Thursday 31 May 2012

The Crown and Christmas

  When Parliament decided that they were fed up of King Charles not listening to them, they declared war upon him in 1642.  They were feeling pretty confident about their chances too.  The majority of the English citizens were certain to back them, they felt.  After all, Charles had cost the English people a fair penny in tax and what was more, his Queen was a Catholic.  She kept her own confessor under the stairs and prayed for the Catholic souls whom the English Protestants had been merrily barbequing for God’s glory.  If there was one thing to win the English commoner’s vote, Parliament figured, it was the thought of an annoyed Catholic Queen.

  Despite a few setbacks at the outset Parliament, claiming God to be a forsworn roundhead, eventually stuck it to the King and his Cavaliers at the Battle of Naseby in 1646.  They were prepared to let Charles remain King if he was a good boy, but he wasn’t.  In fact he was very naughty and gave them the slip, raised another army to squash them with but was beaten and had his head chopped off as a reprimand.  His son, Charles, went to France but would return later.

Charles II in 1675
Charles II with a big hairdo - by lisby1

  Parliament now found themselves in possession of a novelty.  They had a country unfettered by a Monarch.  They began to dream great dreams of a Republican world and everybody being saintly and good and God viewing England as the finest resort on Earth.  It would appear that they got a little too over-excited though for the common man.  For, in what was possibly the worst political manifesto ever, they came up with the splendid notion of banning Christmas.



  Something that really upset the Puritan regime was the lax morals of their less educated subjects.  And Christmas was the worse time for it.  People imbibed alcohol in great quantity, got rowdy in the streets and dabbled in a spot of light-hearted fornicating with their neighbours.

  They would appoint a King of Mis-rule, whose express job it was to come up with extravagant ways to make mischief.  Getting drunk during Church service was a popular act.  As was harassing religious persons.  For 12 days of Christmas life was a hoot.

  The Puritans said “It has to go.”  They declared that all this shameless revelry was an offense in the eyes of God and had to stop.  Christmas, they said, was a time for penitence over past misconduct, for fasting and for prayer.  And as an extra godly bonus, they outlawed football too.

  One can hardly blame them I suppose.  There is something a little incongruent one feels about celebrating the Lord’s birth with acts which flagrantly disregard his teachings.  Scripturally, perhaps, Parliament were onto something, but politically they had dropped a clanger.

When government officers began fining people for making mince pies and holding clandestine Christmas dinner parties, your average man began to get fed up.  In Puritan American there were even chaps called ‘Mince Sniffers’ who had trained their noses to ferret out illicit delicacies.

  Soon people began to remember good old King Charles.  “Wasn’t he a lark” you could hear them say.  “I’m not saying I agree with Catholics” said another “but Christmas is far more fun with them, what?”

  This kind of chatter was inevitably going to lead to something bigger.  When Cromwell died the clamour was heard for a return of Charles’ son, the later Charles II.  He was shrewd and spoke nostalgically of Christmas festivities in England of old.  This was just the fellow for the English, one only had to look at his giant beehive haircut to see he knew how to have a good time.  He was the Party of Fun as opposed to the Party of Purity.

  When the announcement came in 1660 that Charles, with his enormous hairdo, was going to be installed as King Charles II, there was great merrymaking and lots of balloons.  Charles obliged them by reinstating all the boisterous aspects of Catholic Christmas.  Britain’s experiment with a Republic would have to wait, and so would God and his morals.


WHAT IS BEING ASKED: Without including any image, repeat every record exactly.

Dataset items
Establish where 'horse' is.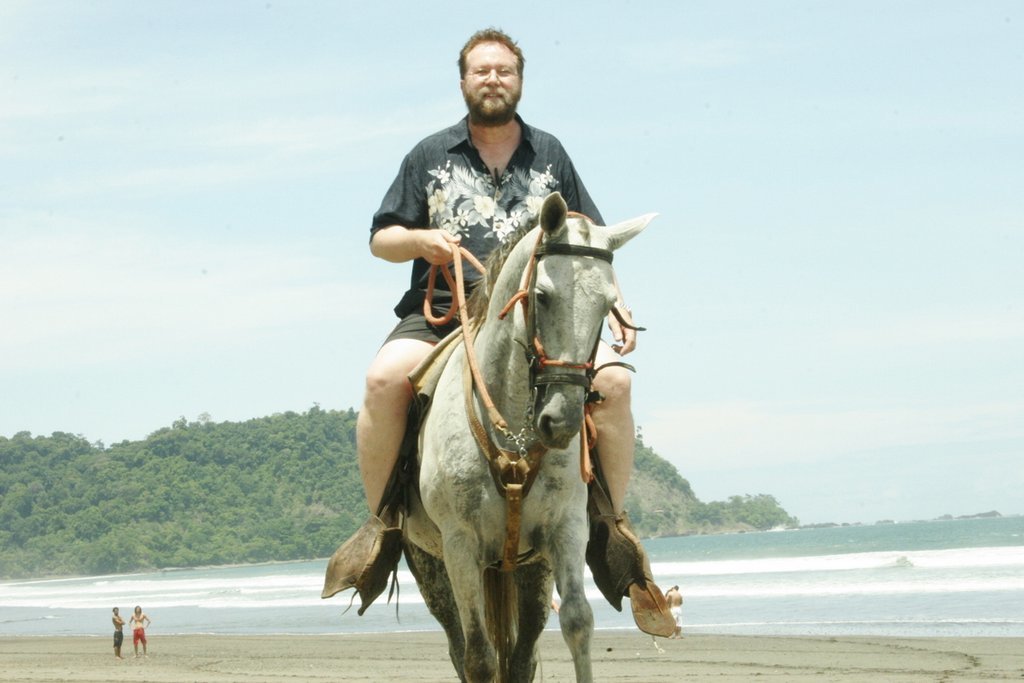
Established at pyautogui.locateOnScreen(393, 187, 663, 682).
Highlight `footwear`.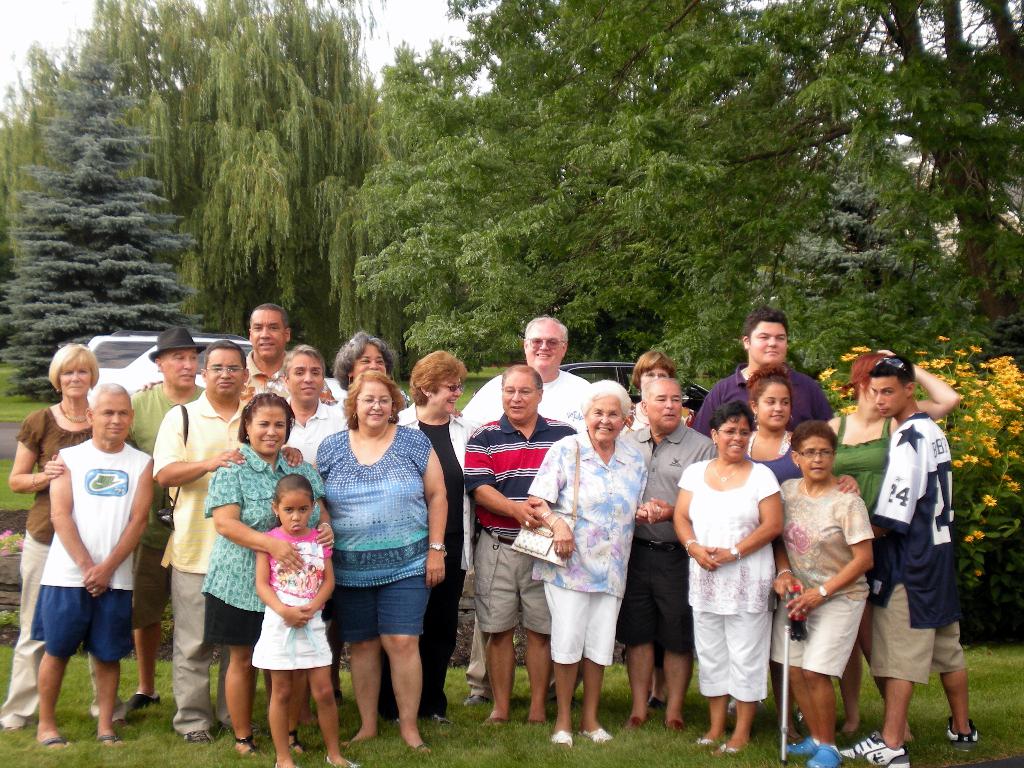
Highlighted region: bbox(189, 728, 233, 744).
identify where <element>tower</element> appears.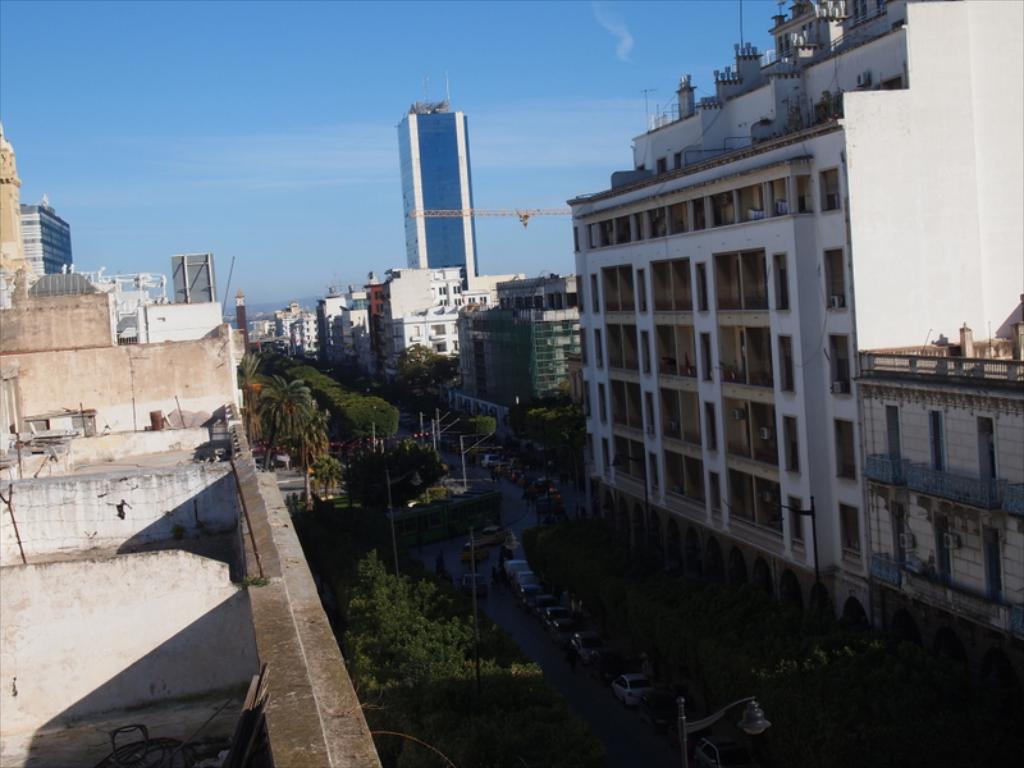
Appears at (396, 102, 480, 289).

RESPONSE BELOW:
Establish where 'horse' is.
Established at pyautogui.locateOnScreen(393, 187, 663, 682).
Highlight `footwear`.
Highlighted region: bbox(189, 728, 233, 744).
identify where <element>tower</element> appears.
Appears at (396, 102, 480, 289).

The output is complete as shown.